Furtwängler realized that he had two different things to watch—his own technique and his relationship with the orchestra as an understanding medium and friend. He fully appreciated that there is nothing more delicate and sensitive, more relentless and clear-sighted than an orchestra, and that its handling requires the greatest skill, subtlety, human kindness and an undisputed authority. In the course of time he mastered the approach. His orchestras worshipped him though he often asked the impossible, seldom praised them, hardly ever said a word of thanks; his players got to know that a nod given half in a trance during the performance was a greater acknowledgment from him than any spoken word of praise.

While he is preparing to conduct a work, Furtwängler clearly and distinctly identifies himself with it: he absorbs it, and, deeply concentrating on it, he re-creates it as the composer intended. This he does again and again, even if he has performed the work a thousand times before. Nothing disturbs him while he works, that is, while he is walking up and down the room, his hands beating time and his lips silently singing. He fixes the piece before his spiritual eye with intense concentration. An infinite painstaking is always behind every performance that Furtwängler gives, and even in later years he has never taken advantage of his famous name to save himself trouble. He would never risk skimping the conscientious preparation of any concert, and in this may perhaps be found the clue to his artistic fascination. No unrest of the day ever touches him while he works; nothing on earth can induce him to speed up his working time in order to be finished an hour earlier to be free for something else. His whole organism is attuned to this exact conscientiousness, and never would he allow himself to be forced out of it by some exterior pressure. He needs time to live through a great masterpiece again and again in all tranquillity. Only in this way can he feel himself ready, and sure of himself. When he finally arrives at a rehearsal his main work is already done, and he has only to transmit his intentions to the orchestra. When the concert begins, he seems to leave all earthly things behind: he is conscious neither of audience nor of score. With half-closed eyes he seems to mesmerize the orchestra, and owing to his deep musical feelings he relives the creative process of the composer, while the orchestra hangs on his movements.

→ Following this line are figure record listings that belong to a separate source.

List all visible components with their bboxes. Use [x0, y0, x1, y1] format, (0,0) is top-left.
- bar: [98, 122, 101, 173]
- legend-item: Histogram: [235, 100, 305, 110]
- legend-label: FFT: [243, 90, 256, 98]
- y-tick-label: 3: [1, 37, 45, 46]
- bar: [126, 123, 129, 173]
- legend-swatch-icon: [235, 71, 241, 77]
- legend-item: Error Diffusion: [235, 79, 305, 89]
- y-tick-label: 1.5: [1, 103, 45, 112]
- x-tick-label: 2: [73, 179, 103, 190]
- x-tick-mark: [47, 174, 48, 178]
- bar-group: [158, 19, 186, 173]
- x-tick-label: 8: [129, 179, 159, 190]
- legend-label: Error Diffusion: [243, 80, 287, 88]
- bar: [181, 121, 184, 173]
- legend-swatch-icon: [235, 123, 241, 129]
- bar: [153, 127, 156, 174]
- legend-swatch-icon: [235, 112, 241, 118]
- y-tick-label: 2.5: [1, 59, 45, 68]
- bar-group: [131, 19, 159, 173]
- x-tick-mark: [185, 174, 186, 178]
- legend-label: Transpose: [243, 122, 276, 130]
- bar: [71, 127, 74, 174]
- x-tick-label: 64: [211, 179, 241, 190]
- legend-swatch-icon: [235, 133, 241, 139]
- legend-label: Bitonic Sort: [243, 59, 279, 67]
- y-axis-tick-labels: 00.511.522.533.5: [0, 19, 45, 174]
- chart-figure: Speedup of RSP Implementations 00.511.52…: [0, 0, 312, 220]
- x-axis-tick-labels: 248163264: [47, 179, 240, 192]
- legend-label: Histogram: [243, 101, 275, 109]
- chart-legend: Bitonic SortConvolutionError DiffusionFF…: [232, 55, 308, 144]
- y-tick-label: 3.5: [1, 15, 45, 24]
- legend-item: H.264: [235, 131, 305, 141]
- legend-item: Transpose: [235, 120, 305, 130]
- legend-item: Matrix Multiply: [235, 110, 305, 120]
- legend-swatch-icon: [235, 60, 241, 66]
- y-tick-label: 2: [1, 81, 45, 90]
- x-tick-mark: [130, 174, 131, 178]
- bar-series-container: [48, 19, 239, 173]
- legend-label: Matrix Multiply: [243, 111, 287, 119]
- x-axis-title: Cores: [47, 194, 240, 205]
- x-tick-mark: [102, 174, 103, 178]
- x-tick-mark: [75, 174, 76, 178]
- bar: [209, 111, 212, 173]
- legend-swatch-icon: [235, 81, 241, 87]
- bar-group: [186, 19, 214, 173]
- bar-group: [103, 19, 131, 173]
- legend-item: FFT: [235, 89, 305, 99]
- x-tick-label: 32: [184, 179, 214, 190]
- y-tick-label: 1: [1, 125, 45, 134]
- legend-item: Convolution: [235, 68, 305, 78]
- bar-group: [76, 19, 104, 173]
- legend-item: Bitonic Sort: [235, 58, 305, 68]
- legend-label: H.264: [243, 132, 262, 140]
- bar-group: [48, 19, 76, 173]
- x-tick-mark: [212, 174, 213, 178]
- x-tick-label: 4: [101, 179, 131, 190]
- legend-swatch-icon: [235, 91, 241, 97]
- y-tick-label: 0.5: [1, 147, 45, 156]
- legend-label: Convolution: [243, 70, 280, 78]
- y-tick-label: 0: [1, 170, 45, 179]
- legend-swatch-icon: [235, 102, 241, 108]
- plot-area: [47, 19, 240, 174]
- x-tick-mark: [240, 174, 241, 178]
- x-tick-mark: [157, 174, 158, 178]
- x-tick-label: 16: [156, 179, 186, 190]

If the audience leaves such a concert with a feeling of having lived through an extraordinary experience, it is because it has been made to feel the tension and the thrill of a truly visionary process of re-creation. Only if his vision of how a work should sound has been realized does Furtwängler relax after the strain of the concert; otherwise, he is nearly demented, and most difficult for those nearest to him, even if the public has acclaimed the performance with fanatical applause.

Even on the piano, Furtwängler had the gift of calling music to life in a monumental yet plastic way. His velvety touch was envied by many professionals, and to hear him play one of the great Beethoven sonatas, the “Moonlight” or the Hammerklavier Sonata, was a real experience. Never will I forget the first time he demonstrated to me from beginning to end the true spirit and inner meaning of the Choral Symphony. He knew the whole repertoire of piano and chamber music, and it was through him that I got to know the true inwardness of the late Beethoven quartets which he played magnificently—volcanic and lucid at the same time.